A clip of WHO director Dr Tedros explaining why he chose to delay receiving the Covid-19 vaccine as a form of protest has been used to claim he hasn’t been vaccinated. This isn’t true.
This isn’t true. The clip is from an edited interview in which Dr Tedros confirmed that he had been vaccinated, but had chosen to delay receiving the vaccine as a form of protest against the slower vaccine rollout in poorer countries.Dr Tedros has confirmed on multiple occasions that he has received the Covid-19 vaccine. In aposted on 12 May 2021, he shared a photo of himself being vaccinated, writing “Today it was my turn to get vaccinated @Hopitaux_unige against #COVID19. Vaccines save lives.
The clip on which the claims that Dr Tedros has not been vaccinated are based is taken from the same interview, which was filmed and also included in an about the global response to the Covid-19 pandemic. However, the documentary makers appear to have edited out some parts of the conversation, which was then used in the clips on social media.“Q: I want to ask you about your own vaccination. What was the date you got your first shot?Q: You're the head of WHO. You could have said in December 2020,"I'm ready." Why did you wait?
A: I feel like I know where I belong: in a poor country called Ethiopia, in a poor continent, Africa. With the privileges I have here, maybe I had a chance to have it first. I don't want to use that, because I want to be reminded every day that vaccination should start in Africa. I wanted to wait until Africa and other countries in other regions, low-income countries, started vaccination.
I have a background as a health worker and I'm in one of the risk groups. They were beginning to vaccinate health workers and risk groups [in Africa] around that time, so I thought that was my turn. I was checking my turn, actually, compared to what I would have in Africa, not in Geneva. I was protesting.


● TASK STATEMENT
Repeat the data that follows in full. Do not include the pictures.

● TASK DATA
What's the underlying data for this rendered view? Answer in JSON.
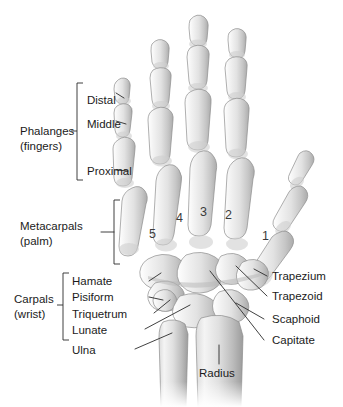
{
  "figure": {
    "view": "dorsal view, right hand",
    "background_color": "#ffffff",
    "text_color": "#1b1b1b",
    "bone_color": "#d8d8d8",
    "bone_outline_color": "#8d8d8d"
  },
  "group_labels": [
    {
      "id": "phalanges",
      "line1": "Phalanges",
      "line2": "(fingers)",
      "bracket": true
    },
    {
      "id": "metacarpals",
      "line1": "Metacarpals",
      "line2": "(palm)",
      "bracket": true
    },
    {
      "id": "carpals",
      "line1": "Carpals",
      "line2": "(wrist)",
      "bracket": true
    }
  ],
  "phalanx_labels": [
    {
      "id": "distal",
      "label": "Distal"
    },
    {
      "id": "middle",
      "label": "Middle"
    },
    {
      "id": "proximal",
      "label": "Proximal"
    }
  ],
  "metacarpal_numbers": [
    {
      "id": "mc5",
      "label": "5"
    },
    {
      "id": "mc4",
      "label": "4"
    },
    {
      "id": "mc3",
      "label": "3"
    },
    {
      "id": "mc2",
      "label": "2"
    },
    {
      "id": "mc1",
      "label": "1"
    }
  ],
  "carpal_labels_left": [
    {
      "id": "hamate",
      "label": "Hamate"
    },
    {
      "id": "pisiform",
      "label": "Pisiform"
    },
    {
      "id": "triquetrum",
      "label": "Triquetrum"
    },
    {
      "id": "lunate",
      "label": "Lunate"
    }
  ],
  "carpal_labels_right": [
    {
      "id": "trapezium",
      "label": "Trapezium"
    },
    {
      "id": "trapezoid",
      "label": "Trapezoid"
    },
    {
      "id": "scaphoid",
      "label": "Scaphoid"
    },
    {
      "id": "capitate",
      "label": "Capitate"
    }
  ],
  "forearm_labels": [
    {
      "id": "ulna",
      "label": "Ulna"
    },
    {
      "id": "radius",
      "label": "Radius"
    }
  ]
}
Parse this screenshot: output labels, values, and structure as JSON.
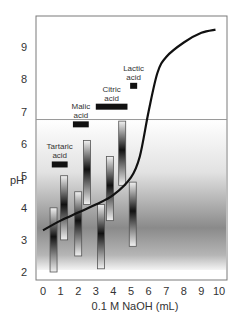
{
  "chart_data": {
    "type": "line",
    "title": "",
    "xlabel": "0.1 M NaOH (mL)",
    "ylabel": "pH",
    "xlim": [
      0,
      10
    ],
    "ylim": [
      2,
      9.6
    ],
    "x_ticks": [
      "0",
      "1",
      "2",
      "3",
      "4",
      "5",
      "6",
      "7",
      "8",
      "9",
      "10"
    ],
    "y_ticks": [
      "2",
      "3",
      "4",
      "5",
      "6",
      "7",
      "8",
      "9"
    ],
    "grid": false,
    "reference_line": {
      "pH": 6.75
    },
    "series": [
      {
        "name": "Titration curve",
        "x": [
          0,
          1,
          2,
          3,
          4,
          5,
          5.5,
          6,
          6.5,
          7,
          8,
          9,
          9.8
        ],
        "y": [
          3.3,
          3.6,
          3.85,
          4.1,
          4.4,
          4.95,
          5.6,
          7.0,
          8.2,
          8.7,
          9.15,
          9.45,
          9.55
        ]
      }
    ],
    "range_bars": [
      {
        "x": 0.6,
        "low": 2.0,
        "high": 4.0
      },
      {
        "x": 1.2,
        "low": 3.0,
        "high": 5.0
      },
      {
        "x": 2.0,
        "low": 2.5,
        "high": 4.5
      },
      {
        "x": 2.5,
        "low": 4.1,
        "high": 6.1
      },
      {
        "x": 3.3,
        "low": 2.1,
        "high": 4.1
      },
      {
        "x": 3.8,
        "low": 3.6,
        "high": 5.6
      },
      {
        "x": 4.5,
        "low": 4.7,
        "high": 6.7
      },
      {
        "x": 5.1,
        "low": 2.8,
        "high": 4.8
      }
    ],
    "annotations": [
      {
        "label_line1": "Tartaric",
        "label_line2": "acid",
        "x_start": 0.5,
        "x_end": 1.4,
        "pH": 5.35
      },
      {
        "label_line1": "Malic",
        "label_line2": "acid",
        "x_start": 1.7,
        "x_end": 2.6,
        "pH": 6.6
      },
      {
        "label_line1": "Citric",
        "label_line2": "acid",
        "x_start": 3.0,
        "x_end": 4.8,
        "pH": 7.15
      },
      {
        "label_line1": "Lactic",
        "label_line2": "acid",
        "x_start": 4.95,
        "x_end": 5.35,
        "pH": 7.8
      }
    ]
  }
}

● OUTPUT BELOW
What's the underlying data for this rendered view? Answer in JSON.
{
  "figure": {
    "view": "dorsal view, right hand",
    "background_color": "#ffffff",
    "text_color": "#1b1b1b",
    "bone_color": "#d8d8d8",
    "bone_outline_color": "#8d8d8d"
  },
  "group_labels": [
    {
      "id": "phalanges",
      "line1": "Phalanges",
      "line2": "(fingers)",
      "bracket": true
    },
    {
      "id": "metacarpals",
      "line1": "Metacarpals",
      "line2": "(palm)",
      "bracket": true
    },
    {
      "id": "carpals",
      "line1": "Carpals",
      "line2": "(wrist)",
      "bracket": true
    }
  ],
  "phalanx_labels": [
    {
      "id": "distal",
      "label": "Distal"
    },
    {
      "id": "middle",
      "label": "Middle"
    },
    {
      "id": "proximal",
      "label": "Proximal"
    }
  ],
  "metacarpal_numbers": [
    {
      "id": "mc5",
      "label": "5"
    },
    {
      "id": "mc4",
      "label": "4"
    },
    {
      "id": "mc3",
      "label": "3"
    },
    {
      "id": "mc2",
      "label": "2"
    },
    {
      "id": "mc1",
      "label": "1"
    }
  ],
  "carpal_labels_left": [
    {
      "id": "hamate",
      "label": "Hamate"
    },
    {
      "id": "pisiform",
      "label": "Pisiform"
    },
    {
      "id": "triquetrum",
      "label": "Triquetrum"
    },
    {
      "id": "lunate",
      "label": "Lunate"
    }
  ],
  "carpal_labels_right": [
    {
      "id": "trapezium",
      "label": "Trapezium"
    },
    {
      "id": "trapezoid",
      "label": "Trapezoid"
    },
    {
      "id": "scaphoid",
      "label": "Scaphoid"
    },
    {
      "id": "capitate",
      "label": "Capitate"
    }
  ],
  "forearm_labels": [
    {
      "id": "ulna",
      "label": "Ulna"
    },
    {
      "id": "radius",
      "label": "Radius"
    }
  ]
}
Parse this screenshot: output labels, values, and structure as JSON.
{
  "chart_data": {
    "type": "line",
    "title": "",
    "xlabel": "0.1 M NaOH (mL)",
    "ylabel": "pH",
    "xlim": [
      0,
      10
    ],
    "ylim": [
      2,
      9.6
    ],
    "x_ticks": [
      "0",
      "1",
      "2",
      "3",
      "4",
      "5",
      "6",
      "7",
      "8",
      "9",
      "10"
    ],
    "y_ticks": [
      "2",
      "3",
      "4",
      "5",
      "6",
      "7",
      "8",
      "9"
    ],
    "grid": false,
    "reference_line": {
      "pH": 6.75
    },
    "series": [
      {
        "name": "Titration curve",
        "x": [
          0,
          1,
          2,
          3,
          4,
          5,
          5.5,
          6,
          6.5,
          7,
          8,
          9,
          9.8
        ],
        "y": [
          3.3,
          3.6,
          3.85,
          4.1,
          4.4,
          4.95,
          5.6,
          7.0,
          8.2,
          8.7,
          9.15,
          9.45,
          9.55
        ]
      }
    ],
    "range_bars": [
      {
        "x": 0.6,
        "low": 2.0,
        "high": 4.0
      },
      {
        "x": 1.2,
        "low": 3.0,
        "high": 5.0
      },
      {
        "x": 2.0,
        "low": 2.5,
        "high": 4.5
      },
      {
        "x": 2.5,
        "low": 4.1,
        "high": 6.1
      },
      {
        "x": 3.3,
        "low": 2.1,
        "high": 4.1
      },
      {
        "x": 3.8,
        "low": 3.6,
        "high": 5.6
      },
      {
        "x": 4.5,
        "low": 4.7,
        "high": 6.7
      },
      {
        "x": 5.1,
        "low": 2.8,
        "high": 4.8
      }
    ],
    "annotations": [
      {
        "label_line1": "Tartaric",
        "label_line2": "acid",
        "x_start": 0.5,
        "x_end": 1.4,
        "pH": 5.35
      },
      {
        "label_line1": "Malic",
        "label_line2": "acid",
        "x_start": 1.7,
        "x_end": 2.6,
        "pH": 6.6
      },
      {
        "label_line1": "Citric",
        "label_line2": "acid",
        "x_start": 3.0,
        "x_end": 4.8,
        "pH": 7.15
      },
      {
        "label_line1": "Lactic",
        "label_line2": "acid",
        "x_start": 4.95,
        "x_end": 5.35,
        "pH": 7.8
      }
    ]
  }
}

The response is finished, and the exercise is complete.